Artist Rendering. Image: Northrop Grumman

 

The US Space Force has awarded Northrop Grumman a $341 million contract to develop a Deep Space Advanced Radar Capability (DARC) for the Space Domain Awareness (SDA) mission.

The DARC program will develop, test, and field more powerful all-weather ground-based radar to monitor the “highly dynamic and rapidly evolving geosynchronous orbital environment critical to national and global security,” Northrop Grumman vice president of integrated national systems, Pablo Pezzimenti said.

Two More Radars

The contract covers the first leg of the three-phase system that will be placed somewhere in the Indo-Pacific region by 2025. The rest of the DARC sites will be selected in due course as part of the SDA mission.

The SDA replaced the older term Space Situational Awareness in 2019 as the force acquired a better understanding of the growing military importance of the space domain.

Space Domain Awareness

In its previous role, the mission’s mandate was restricted to “detecting, tracking, and identifying all artificial objects in Earth orbit.”

The SDA broadened its scope to “identification, characterization, and understanding of any factor, passive or active, associated with the space domain that could affect space operations and thereby impact the security, safety, economy or environment of our nation,” Space News quoted Air Force Space Command Maj.

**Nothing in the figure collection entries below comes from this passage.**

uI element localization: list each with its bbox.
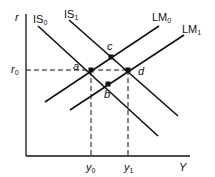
- is-lm-diagram: r Y r0 y0 y1 IS0 IS1 LM0 LM1 a b c d: [0, 0, 215, 177]
- r-axis-label: r: [15, 11, 20, 23]
- point-a-marker: [89, 68, 94, 73]
- point-b-label: b: [104, 88, 110, 100]
- is0-curve: [38, 26, 158, 136]
- lm0-curve: [45, 26, 159, 102]
- point-c-marker: [109, 55, 114, 60]
- y0-label: y0: [85, 161, 96, 174]
- is0-label: IS0: [33, 13, 47, 26]
- is1-curve: [69, 20, 178, 116]
- lm0-label: LM0: [152, 11, 171, 24]
- point-a-label: a: [73, 60, 79, 72]
- point-d-label: d: [138, 65, 145, 77]
- lm1-label: LM1: [182, 23, 201, 36]
- point-b-marker: [106, 82, 111, 87]
- point-c-label: c: [107, 40, 113, 52]
- y1-label: y1: [123, 161, 134, 174]
- is1-label: IS1: [64, 8, 78, 21]
- point-d-marker: [126, 68, 131, 73]
- y-axis-label: Y: [179, 161, 187, 173]
- r0-label: r0: [11, 63, 19, 76]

Gen. John Shaw as writing in an Oct. 4 memo.

Director of staff at US Space Force headquarters, Lt. Gen. Nina Armagno, further explained the need for an upgraded mission last year, saying that the force’s current space tracking capacity was five decades old.

“From a military perspective, there’s a need to understand more deeply the space domain, understand basically who is doing what to whom, and why.”

“We need space domain awareness,” she said. “For years, the domain has been simply recognized as an exercise in cataloging the objects that we can see. And we’ve been using the space track catalog since the 1960s and 70s.”